Ah, good catch. I meant a single project/app.

1 Like

Does your folder structure look like this?
/foo_app/lib/foo_app
/foo_app/lib/foo_app_web
/foo_app/test
/bar_app/lib/bar_app
/bar_app/lib/bar_app_web
/bar_app/test

Do those apps share the same Beam VM?
How many application.ex files do you have? If one it’s in the root folder?
How are third-party dependencies managed? Each app has its mix.exs file?
How do you manage the dependencies between the apps? And how do they communicate?

Considering this is an alternative to umbrella apps for many cases, for which cases will we need umbrella apps? In other words, what will umbrella apps solve that top level namespaces can’t solve?

I would use Phoenix exclusively for the web logic and then everything else that needs business logic not tied up with serving the request will go into a poncho project.

A poncho project is just a simple elixir project in a parent folder that is then required as a dependency on the Phoenix web app.

See an example form following @PragDave course in this repo:

.
├── dictionary
│ ├── _build
│ ├── assets
│ ├── lib
│ └── test
├── hangman
│ ├── _build
│ ├── deps
│ ├── lib
│ └── test
├── hangman_live
│ ├── _build
│ ├── assets
│ ├── config
│ ├── deps
│ ├── lib
│ ├── priv
│ ├── rel
│ └── test
└── text_client
├── _build
├── lib
└── test

The Phoenix App is in hangman_live while the core logic for the game is in hangman. The text_client is another way of playing the game, thus it also uses hangman which is agnostic of how the game is being played, in a browser or in a terminal, doesn’t matter.
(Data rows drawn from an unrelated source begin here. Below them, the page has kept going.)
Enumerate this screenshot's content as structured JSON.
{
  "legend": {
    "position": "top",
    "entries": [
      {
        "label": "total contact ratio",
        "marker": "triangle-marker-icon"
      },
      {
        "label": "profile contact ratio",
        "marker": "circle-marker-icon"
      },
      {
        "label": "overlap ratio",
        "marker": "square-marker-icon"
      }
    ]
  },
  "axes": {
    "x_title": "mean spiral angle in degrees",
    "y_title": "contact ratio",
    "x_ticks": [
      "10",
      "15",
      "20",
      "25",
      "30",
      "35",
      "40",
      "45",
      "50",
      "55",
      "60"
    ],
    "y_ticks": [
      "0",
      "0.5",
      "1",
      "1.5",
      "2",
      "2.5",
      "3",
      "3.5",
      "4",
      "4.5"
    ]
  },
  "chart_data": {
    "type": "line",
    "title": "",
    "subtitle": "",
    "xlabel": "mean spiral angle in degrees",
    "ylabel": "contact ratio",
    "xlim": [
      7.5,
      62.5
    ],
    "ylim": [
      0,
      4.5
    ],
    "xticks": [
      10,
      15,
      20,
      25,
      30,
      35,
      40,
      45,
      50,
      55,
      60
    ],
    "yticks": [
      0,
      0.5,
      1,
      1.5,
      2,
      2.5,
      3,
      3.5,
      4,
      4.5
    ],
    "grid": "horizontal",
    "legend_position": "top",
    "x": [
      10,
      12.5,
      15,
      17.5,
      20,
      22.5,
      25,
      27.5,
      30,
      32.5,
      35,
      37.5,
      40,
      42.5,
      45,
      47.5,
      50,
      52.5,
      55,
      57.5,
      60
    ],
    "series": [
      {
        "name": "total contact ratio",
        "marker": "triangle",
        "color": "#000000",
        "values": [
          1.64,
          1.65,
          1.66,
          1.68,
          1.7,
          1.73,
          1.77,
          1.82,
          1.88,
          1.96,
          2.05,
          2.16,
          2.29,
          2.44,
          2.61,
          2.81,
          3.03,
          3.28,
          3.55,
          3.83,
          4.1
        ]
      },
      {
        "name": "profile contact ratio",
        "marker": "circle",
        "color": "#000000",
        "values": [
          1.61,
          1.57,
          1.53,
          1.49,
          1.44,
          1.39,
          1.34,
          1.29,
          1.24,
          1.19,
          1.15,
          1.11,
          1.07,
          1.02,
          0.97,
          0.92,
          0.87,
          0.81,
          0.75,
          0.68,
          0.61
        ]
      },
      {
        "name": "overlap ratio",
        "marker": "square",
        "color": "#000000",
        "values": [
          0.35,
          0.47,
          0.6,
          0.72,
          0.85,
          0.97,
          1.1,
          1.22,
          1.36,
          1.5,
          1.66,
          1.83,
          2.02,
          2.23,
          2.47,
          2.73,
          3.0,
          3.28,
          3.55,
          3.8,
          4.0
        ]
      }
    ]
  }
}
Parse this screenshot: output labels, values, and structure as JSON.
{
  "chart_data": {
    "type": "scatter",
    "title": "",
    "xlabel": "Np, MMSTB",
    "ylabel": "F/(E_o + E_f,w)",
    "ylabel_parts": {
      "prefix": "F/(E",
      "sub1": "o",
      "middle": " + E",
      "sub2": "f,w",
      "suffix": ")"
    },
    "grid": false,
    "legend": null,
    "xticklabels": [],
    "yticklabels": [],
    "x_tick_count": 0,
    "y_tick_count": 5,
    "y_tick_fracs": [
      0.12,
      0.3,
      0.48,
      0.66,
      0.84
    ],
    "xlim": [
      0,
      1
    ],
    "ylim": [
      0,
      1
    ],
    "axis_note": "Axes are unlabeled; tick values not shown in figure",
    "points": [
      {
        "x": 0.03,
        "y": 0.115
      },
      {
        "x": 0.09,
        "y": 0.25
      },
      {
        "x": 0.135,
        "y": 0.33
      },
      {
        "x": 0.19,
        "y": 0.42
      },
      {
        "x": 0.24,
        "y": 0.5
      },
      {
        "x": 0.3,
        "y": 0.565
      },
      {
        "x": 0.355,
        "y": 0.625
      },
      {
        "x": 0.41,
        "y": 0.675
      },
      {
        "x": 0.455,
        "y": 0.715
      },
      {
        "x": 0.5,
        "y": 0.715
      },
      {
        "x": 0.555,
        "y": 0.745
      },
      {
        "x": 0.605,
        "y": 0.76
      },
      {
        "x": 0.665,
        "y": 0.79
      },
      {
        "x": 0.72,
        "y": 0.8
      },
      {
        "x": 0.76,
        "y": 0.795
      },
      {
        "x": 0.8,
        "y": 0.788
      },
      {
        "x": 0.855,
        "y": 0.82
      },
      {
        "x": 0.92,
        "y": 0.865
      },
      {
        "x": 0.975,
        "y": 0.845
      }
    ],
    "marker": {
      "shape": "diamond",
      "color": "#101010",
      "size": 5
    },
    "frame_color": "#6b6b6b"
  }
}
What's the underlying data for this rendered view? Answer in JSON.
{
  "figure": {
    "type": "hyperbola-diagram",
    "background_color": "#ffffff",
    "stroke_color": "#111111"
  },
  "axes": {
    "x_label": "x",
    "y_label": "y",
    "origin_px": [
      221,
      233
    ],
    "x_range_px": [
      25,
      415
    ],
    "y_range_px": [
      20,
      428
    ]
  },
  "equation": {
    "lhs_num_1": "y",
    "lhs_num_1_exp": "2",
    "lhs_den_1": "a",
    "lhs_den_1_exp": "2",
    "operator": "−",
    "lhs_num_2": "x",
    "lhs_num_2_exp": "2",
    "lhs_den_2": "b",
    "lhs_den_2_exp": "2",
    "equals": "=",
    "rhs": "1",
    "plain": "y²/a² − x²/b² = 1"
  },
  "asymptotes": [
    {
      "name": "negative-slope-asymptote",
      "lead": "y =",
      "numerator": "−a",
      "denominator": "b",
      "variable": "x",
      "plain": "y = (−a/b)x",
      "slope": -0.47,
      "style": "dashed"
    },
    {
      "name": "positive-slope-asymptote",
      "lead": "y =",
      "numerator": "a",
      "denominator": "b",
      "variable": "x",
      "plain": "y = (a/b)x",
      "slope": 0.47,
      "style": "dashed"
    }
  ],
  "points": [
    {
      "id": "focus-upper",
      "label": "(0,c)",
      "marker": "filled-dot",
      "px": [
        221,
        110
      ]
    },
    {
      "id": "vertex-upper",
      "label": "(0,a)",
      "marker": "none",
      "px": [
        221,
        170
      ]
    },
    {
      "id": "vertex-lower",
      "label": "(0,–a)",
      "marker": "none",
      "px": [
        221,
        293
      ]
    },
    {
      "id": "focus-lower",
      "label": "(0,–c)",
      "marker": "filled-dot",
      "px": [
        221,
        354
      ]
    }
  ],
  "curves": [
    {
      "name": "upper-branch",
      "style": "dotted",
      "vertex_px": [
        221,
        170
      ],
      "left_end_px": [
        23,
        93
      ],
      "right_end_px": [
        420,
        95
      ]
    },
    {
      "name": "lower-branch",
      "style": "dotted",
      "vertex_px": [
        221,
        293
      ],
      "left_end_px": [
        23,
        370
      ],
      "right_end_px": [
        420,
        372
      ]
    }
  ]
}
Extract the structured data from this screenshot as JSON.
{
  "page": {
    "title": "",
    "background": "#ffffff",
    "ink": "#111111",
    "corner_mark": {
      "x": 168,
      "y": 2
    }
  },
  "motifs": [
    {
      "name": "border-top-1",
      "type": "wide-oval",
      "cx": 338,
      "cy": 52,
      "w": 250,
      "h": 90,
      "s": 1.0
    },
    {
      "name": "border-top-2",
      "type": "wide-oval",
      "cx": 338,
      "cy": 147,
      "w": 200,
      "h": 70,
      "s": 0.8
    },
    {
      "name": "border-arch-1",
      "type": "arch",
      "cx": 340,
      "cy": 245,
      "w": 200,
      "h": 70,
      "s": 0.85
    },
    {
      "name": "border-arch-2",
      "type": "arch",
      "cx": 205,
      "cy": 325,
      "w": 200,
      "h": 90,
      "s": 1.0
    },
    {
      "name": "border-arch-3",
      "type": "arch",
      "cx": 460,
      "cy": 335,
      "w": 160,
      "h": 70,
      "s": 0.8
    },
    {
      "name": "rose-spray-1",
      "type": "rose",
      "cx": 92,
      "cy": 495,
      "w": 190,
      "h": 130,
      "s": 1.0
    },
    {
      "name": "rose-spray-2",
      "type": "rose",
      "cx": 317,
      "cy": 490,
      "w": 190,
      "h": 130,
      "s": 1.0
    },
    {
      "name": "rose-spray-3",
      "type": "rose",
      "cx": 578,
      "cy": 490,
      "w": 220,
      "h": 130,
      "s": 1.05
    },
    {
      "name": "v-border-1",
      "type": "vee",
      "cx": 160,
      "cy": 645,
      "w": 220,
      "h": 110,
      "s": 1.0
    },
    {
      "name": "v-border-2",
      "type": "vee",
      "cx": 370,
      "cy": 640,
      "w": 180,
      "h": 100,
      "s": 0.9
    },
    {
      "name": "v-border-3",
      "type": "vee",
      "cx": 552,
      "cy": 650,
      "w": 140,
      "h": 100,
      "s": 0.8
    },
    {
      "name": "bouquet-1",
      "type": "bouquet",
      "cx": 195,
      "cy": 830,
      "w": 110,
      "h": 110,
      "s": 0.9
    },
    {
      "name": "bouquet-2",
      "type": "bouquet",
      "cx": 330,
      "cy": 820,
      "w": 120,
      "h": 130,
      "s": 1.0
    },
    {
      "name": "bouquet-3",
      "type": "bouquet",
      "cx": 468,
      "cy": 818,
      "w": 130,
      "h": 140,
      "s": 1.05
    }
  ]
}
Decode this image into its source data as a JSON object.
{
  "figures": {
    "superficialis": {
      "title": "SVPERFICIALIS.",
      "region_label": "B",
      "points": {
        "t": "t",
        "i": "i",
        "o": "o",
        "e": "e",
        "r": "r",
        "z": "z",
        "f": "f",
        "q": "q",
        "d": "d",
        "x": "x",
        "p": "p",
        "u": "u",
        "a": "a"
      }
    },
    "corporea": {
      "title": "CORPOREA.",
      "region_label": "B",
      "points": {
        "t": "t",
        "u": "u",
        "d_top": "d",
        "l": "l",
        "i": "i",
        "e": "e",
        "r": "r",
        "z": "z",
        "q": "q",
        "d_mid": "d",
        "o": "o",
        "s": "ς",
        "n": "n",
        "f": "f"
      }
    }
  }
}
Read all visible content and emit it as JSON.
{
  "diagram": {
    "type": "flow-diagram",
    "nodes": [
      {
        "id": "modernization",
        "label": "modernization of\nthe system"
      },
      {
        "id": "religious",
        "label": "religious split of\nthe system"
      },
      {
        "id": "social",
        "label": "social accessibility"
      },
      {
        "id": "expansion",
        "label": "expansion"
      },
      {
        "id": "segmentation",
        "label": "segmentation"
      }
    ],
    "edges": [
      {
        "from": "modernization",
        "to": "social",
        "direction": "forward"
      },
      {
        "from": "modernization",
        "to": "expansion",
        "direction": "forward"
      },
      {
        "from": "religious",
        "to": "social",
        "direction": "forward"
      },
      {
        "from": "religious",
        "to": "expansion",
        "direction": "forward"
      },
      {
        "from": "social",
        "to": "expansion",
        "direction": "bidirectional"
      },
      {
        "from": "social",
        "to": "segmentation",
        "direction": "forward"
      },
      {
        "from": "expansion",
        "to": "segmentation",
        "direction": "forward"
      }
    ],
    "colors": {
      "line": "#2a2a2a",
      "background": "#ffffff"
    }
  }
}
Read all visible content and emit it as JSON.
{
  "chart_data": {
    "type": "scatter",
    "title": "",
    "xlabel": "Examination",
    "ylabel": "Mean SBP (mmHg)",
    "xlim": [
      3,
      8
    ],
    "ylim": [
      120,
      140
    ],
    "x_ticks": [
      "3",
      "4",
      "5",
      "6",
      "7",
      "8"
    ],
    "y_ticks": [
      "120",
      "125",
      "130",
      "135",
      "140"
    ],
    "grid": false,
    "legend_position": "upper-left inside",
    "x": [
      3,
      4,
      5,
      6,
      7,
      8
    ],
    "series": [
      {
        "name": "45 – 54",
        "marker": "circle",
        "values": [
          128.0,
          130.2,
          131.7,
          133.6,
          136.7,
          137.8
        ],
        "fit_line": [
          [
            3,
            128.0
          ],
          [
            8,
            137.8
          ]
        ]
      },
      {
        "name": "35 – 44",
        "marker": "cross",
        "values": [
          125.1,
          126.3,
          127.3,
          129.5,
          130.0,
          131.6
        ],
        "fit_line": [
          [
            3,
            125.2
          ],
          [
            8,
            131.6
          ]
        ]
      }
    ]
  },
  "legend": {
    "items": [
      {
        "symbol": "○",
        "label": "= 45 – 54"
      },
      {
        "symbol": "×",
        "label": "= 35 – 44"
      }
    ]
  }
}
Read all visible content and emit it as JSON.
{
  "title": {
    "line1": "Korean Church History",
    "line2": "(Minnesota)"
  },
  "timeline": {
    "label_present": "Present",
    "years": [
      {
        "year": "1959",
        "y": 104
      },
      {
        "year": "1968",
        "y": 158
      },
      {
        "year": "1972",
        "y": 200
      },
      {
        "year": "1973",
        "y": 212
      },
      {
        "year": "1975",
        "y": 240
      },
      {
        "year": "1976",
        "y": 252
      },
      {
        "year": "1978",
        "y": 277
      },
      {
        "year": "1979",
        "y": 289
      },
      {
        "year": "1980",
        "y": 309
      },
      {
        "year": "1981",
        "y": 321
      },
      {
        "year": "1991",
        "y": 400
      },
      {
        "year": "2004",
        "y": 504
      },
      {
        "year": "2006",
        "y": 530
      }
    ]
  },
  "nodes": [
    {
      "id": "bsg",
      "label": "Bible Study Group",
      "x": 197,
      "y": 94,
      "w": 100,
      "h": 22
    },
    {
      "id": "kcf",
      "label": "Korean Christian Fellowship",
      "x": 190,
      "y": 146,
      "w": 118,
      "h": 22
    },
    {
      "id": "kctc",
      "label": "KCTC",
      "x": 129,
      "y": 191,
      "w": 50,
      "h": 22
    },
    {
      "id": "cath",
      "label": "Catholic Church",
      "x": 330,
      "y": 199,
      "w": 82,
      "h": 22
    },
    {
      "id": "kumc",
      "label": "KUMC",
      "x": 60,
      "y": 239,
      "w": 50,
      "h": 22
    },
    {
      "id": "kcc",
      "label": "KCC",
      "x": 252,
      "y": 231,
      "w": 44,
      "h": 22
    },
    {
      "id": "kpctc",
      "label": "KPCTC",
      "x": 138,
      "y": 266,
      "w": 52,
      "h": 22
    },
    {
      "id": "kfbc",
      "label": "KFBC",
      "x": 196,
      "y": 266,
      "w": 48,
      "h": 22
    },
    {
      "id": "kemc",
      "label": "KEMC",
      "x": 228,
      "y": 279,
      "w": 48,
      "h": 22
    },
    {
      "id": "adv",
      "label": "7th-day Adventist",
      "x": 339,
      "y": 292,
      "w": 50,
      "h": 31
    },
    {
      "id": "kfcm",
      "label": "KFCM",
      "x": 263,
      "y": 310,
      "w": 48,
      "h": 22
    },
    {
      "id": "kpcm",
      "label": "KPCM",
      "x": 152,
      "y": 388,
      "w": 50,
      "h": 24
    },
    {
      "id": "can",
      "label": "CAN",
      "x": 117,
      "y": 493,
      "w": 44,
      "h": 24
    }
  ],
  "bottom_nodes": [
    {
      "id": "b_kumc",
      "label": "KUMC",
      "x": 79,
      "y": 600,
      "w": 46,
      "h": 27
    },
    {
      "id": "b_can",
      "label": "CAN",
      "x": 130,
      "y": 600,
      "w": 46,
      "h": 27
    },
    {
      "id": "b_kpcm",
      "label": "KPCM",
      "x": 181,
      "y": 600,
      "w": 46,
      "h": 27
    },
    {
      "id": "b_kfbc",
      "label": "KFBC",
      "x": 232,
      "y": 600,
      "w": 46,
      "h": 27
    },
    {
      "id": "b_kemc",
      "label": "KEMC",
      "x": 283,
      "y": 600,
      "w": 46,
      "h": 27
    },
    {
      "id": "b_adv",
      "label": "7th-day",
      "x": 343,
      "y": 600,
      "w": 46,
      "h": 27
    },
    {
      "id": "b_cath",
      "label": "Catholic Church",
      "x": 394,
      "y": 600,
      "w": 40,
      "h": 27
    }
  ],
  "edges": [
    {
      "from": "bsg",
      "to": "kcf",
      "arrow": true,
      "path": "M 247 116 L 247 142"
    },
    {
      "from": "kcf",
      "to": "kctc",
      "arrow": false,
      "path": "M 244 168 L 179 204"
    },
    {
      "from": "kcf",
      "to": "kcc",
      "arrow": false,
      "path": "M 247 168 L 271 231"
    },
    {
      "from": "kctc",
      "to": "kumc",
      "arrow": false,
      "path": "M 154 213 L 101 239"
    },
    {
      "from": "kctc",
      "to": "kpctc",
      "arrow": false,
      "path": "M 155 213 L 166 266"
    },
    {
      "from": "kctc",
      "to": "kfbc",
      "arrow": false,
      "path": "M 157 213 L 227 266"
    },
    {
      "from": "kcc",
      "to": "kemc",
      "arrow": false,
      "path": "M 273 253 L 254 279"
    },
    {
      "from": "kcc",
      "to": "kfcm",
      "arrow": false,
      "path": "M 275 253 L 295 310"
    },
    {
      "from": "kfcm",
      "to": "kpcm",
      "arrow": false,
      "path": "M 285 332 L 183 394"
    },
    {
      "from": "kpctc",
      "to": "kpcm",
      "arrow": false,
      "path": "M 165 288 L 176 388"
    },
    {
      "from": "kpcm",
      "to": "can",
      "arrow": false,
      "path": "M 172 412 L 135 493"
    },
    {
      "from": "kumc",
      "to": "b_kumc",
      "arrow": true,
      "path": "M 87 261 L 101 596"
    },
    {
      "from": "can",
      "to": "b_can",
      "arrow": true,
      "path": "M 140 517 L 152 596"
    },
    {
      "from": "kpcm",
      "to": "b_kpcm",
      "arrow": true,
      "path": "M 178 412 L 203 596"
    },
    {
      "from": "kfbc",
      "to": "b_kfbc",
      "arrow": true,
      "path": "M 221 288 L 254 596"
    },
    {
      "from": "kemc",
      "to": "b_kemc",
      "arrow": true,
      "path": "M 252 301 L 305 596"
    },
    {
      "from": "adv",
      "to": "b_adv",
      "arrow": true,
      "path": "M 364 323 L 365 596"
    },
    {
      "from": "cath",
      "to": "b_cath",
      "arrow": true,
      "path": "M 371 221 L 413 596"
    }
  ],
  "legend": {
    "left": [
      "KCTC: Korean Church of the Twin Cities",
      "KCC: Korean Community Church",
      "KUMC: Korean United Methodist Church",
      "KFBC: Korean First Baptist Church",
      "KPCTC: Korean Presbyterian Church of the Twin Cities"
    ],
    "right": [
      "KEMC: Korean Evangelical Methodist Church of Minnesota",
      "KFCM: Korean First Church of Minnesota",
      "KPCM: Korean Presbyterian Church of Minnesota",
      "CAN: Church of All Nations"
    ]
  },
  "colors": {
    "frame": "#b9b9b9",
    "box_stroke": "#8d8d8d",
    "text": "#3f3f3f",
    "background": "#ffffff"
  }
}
The dictionary was extracted from hangman because its generic and can be reused in other apps.

Example of requiring hangman as a dependency from hangman_live can be seen here:

{:hangman, path: "../hangman"},

This is what I like to cal a clean architecture that gives you the benefits of mircroservices in a mono-repo, but without adding any great deal of complexity and keeping things decoupled and reusable. If later you decide that you really need a microservices architecture then you are almost there.

No, our dir structure is vanilla Phoenix app, but with top level namespaces in lib…

/our_app/lib/our_app/application.ex
/our_app/lib/our_app/*
/our_app/lib/our_app_web/*

/our_app/lib/foo/*
/our_app/lib/bar/*

I.e. Foo and Bar are top level namespaces, and we have only one BEAM application which is :our_app.

If it wasn’t clear, I meant we reverted from umbrella apps to just normal Elixir/Phoenix apps, i.e. whatever is spit out by mix new or mix phx.new. And we don’t mind having top level namespaces. So instead of OurApp.Datastores, we simply have Datastores.

We conditionally start processes/supervisors based on environment variables, so something like this in application.ex…

children = if System.get_env("START_WORKER") do
  [OurApp.Worker | children]
else
  children
end

I don’t see much benefit to umbrella apps.